[89520] in Cypherpunks
Re: Copyright commerce and the street musician protocol
daemon@ATHENA.MIT.EDU (Eric Young)
Wed Nov 5 14:49:50 1997
Date: Thu, 6 Nov 1997 04:51:17 +1000 (EST)
From: Eric Young <eay@cryptsoft.com>
To: Marc Horowitz <marc@cygnus.com>
cc: John Kelsey <kelsey@plnet.net>,
"Perry's Crypto List" <cryptography@c2.net>,
cypherpunks <cypherpunks@algebra.com>
In-Reply-To: <t53yb35r8pl.fsf@rover.cygnus.com>
Reply-To: Eric Young <eay@cryptsoft.com>
On 3 Nov 1997, Marc Horowitz wrote:
> Someone recently told me that game manufacturers have stopped worrying
> about piracy. Why? Because most new games come on CD-ROM, and
> copying a CD-ROM is an expensive, time-consuming operation. Bulk
> duplication of CD's is substantially cheaper than one-off duplication,
> and since games are cheap, people will usually buy them rather than
> copy them.
hmm... Besides the initial cost of a CD writer (which is coming down alot),
blank CDs cost $8AU (or about $5US). I would not call that expensive relative
to the game cost (about $90AU). On a double speed drive it takes about 30
minutes to duplicate a 600meg game, lots less for those that don't fill the
CD :-).
I think this is starting to become a real problem.
> I'm unconvinced that there really is an Internet copyright problem,
> outside of traditional media publishers inventing it.
Having visited some friends recently that had most of the recent interesting
games written onto a few CDs (multiple games on single CDs) I don't agree.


ABOUT THIS EXERCISE: Retype every entry below without pictures.

DATA RECORDS:
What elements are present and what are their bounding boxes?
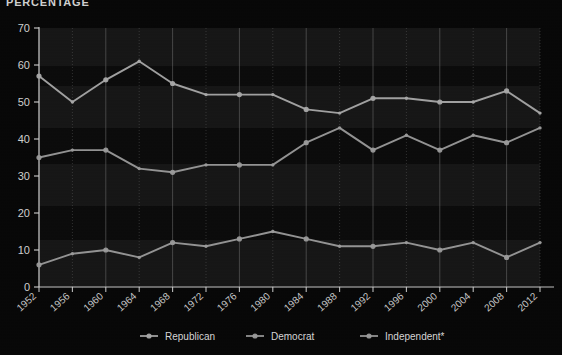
data-point xyxy=(170,240,175,245)
data-point xyxy=(271,230,274,233)
data-point xyxy=(538,126,541,129)
data-point xyxy=(437,148,442,153)
data-point xyxy=(538,111,541,114)
data-point xyxy=(170,81,175,86)
data-point xyxy=(370,148,375,153)
data-point xyxy=(472,134,475,137)
data-point xyxy=(170,170,175,175)
y-tick-label: 70 xyxy=(18,22,30,34)
data-point xyxy=(204,163,207,166)
data-point xyxy=(538,241,541,244)
legend-marker xyxy=(366,333,371,338)
y-tick-label: 50 xyxy=(18,96,30,108)
data-point xyxy=(71,148,74,151)
data-point xyxy=(138,60,141,63)
data-point xyxy=(237,236,242,241)
data-point xyxy=(103,148,108,153)
data-point xyxy=(504,255,509,260)
data-point xyxy=(405,134,408,137)
data-point xyxy=(36,155,41,160)
legend-marker xyxy=(146,333,151,338)
y-tick-label: 60 xyxy=(18,59,30,71)
data-point xyxy=(71,252,74,255)
data-point xyxy=(71,100,74,103)
data-point xyxy=(138,256,141,259)
chart-legend: RepublicanDemocratIndependent* xyxy=(140,331,445,342)
data-point xyxy=(437,247,442,252)
data-point xyxy=(304,107,309,112)
legend-label: Independent* xyxy=(385,331,445,342)
data-point xyxy=(237,92,242,97)
data-point xyxy=(103,77,108,82)
data-point xyxy=(36,74,41,79)
legend-label: Republican xyxy=(165,331,215,342)
y-tick-label: 20 xyxy=(18,207,30,219)
data-point xyxy=(204,245,207,248)
data-point xyxy=(370,96,375,101)
legend-marker xyxy=(252,333,257,338)
data-point xyxy=(103,247,108,252)
line-chart: 010203040506070 195219561960196419681972… xyxy=(0,0,562,355)
data-point xyxy=(504,88,509,93)
legend-label: Democrat xyxy=(271,331,315,342)
data-point xyxy=(204,93,207,96)
data-point xyxy=(437,99,442,104)
data-point xyxy=(271,163,274,166)
chart-title: PERCENTAGE xyxy=(6,0,90,8)
data-point xyxy=(138,167,141,170)
chart-container: PERCENTAGE 010203040506070 1952195619601… xyxy=(0,0,562,355)
y-tick-label: 10 xyxy=(18,244,30,256)
data-point xyxy=(338,126,341,129)
data-point xyxy=(504,140,509,145)
data-point xyxy=(472,100,475,103)
y-tick-label: 30 xyxy=(18,170,30,182)
data-point xyxy=(237,162,242,167)
data-point xyxy=(405,241,408,244)
data-point xyxy=(338,111,341,114)
data-point xyxy=(405,97,408,100)
data-point xyxy=(472,241,475,244)
data-point xyxy=(338,245,341,248)
y-tick-label: 40 xyxy=(18,133,30,145)
data-point xyxy=(304,236,309,241)
data-point xyxy=(271,93,274,96)
data-point xyxy=(304,140,309,145)
data-point xyxy=(370,244,375,249)
data-point xyxy=(36,262,41,267)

PROBLEM SOLUTION:
What elements are present and what are their bounding boxes?
data-point xyxy=(170,240,175,245)
data-point xyxy=(271,230,274,233)
data-point xyxy=(538,126,541,129)
data-point xyxy=(437,148,442,153)
data-point xyxy=(538,111,541,114)
data-point xyxy=(170,81,175,86)
data-point xyxy=(370,148,375,153)
data-point xyxy=(472,134,475,137)
data-point xyxy=(170,170,175,175)
y-tick-label: 70 xyxy=(18,22,30,34)
data-point xyxy=(204,163,207,166)
data-point xyxy=(538,241,541,244)
legend-marker xyxy=(366,333,371,338)
y-tick-label: 50 xyxy=(18,96,30,108)
data-point xyxy=(71,148,74,151)
data-point xyxy=(138,60,141,63)
data-point xyxy=(237,236,242,241)
data-point xyxy=(103,148,108,153)
data-point xyxy=(504,255,509,260)
data-point xyxy=(405,134,408,137)
data-point xyxy=(36,155,41,160)
legend-marker xyxy=(146,333,151,338)
y-tick-label: 60 xyxy=(18,59,30,71)
data-point xyxy=(71,252,74,255)
data-point xyxy=(71,100,74,103)
data-point xyxy=(138,256,141,259)
chart-legend: RepublicanDemocratIndependent* xyxy=(140,331,445,342)
data-point xyxy=(437,247,442,252)
data-point xyxy=(304,107,309,112)
legend-label: Independent* xyxy=(385,331,445,342)
data-point xyxy=(237,92,242,97)
data-point xyxy=(103,77,108,82)
data-point xyxy=(36,74,41,79)
legend-label: Republican xyxy=(165,331,215,342)
y-tick-label: 20 xyxy=(18,207,30,219)
data-point xyxy=(204,245,207,248)
data-point xyxy=(370,96,375,101)
legend-marker xyxy=(252,333,257,338)
data-point xyxy=(103,247,108,252)
line-chart: 010203040506070 195219561960196419681972… xyxy=(0,0,562,355)
data-point xyxy=(504,88,509,93)
legend-label: Democrat xyxy=(271,331,315,342)
data-point xyxy=(204,93,207,96)
data-point xyxy=(437,99,442,104)
data-point xyxy=(271,163,274,166)
chart-title: PERCENTAGE xyxy=(6,0,90,8)
data-point xyxy=(138,167,141,170)
chart-container: PERCENTAGE 010203040506070 1952195619601… xyxy=(0,0,562,355)
y-tick-label: 10 xyxy=(18,244,30,256)
data-point xyxy=(338,126,341,129)
data-point xyxy=(504,140,509,145)
data-point xyxy=(472,100,475,103)
y-tick-label: 30 xyxy=(18,170,30,182)
data-point xyxy=(237,162,242,167)
data-point xyxy=(405,241,408,244)
data-point xyxy=(338,111,341,114)
data-point xyxy=(405,97,408,100)
data-point xyxy=(472,241,475,244)
data-point xyxy=(338,245,341,248)
y-tick-label: 40 xyxy=(18,133,30,145)
data-point xyxy=(304,236,309,241)
data-point xyxy=(271,93,274,96)
data-point xyxy=(304,140,309,145)
data-point xyxy=(370,244,375,249)
data-point xyxy=(36,262,41,267)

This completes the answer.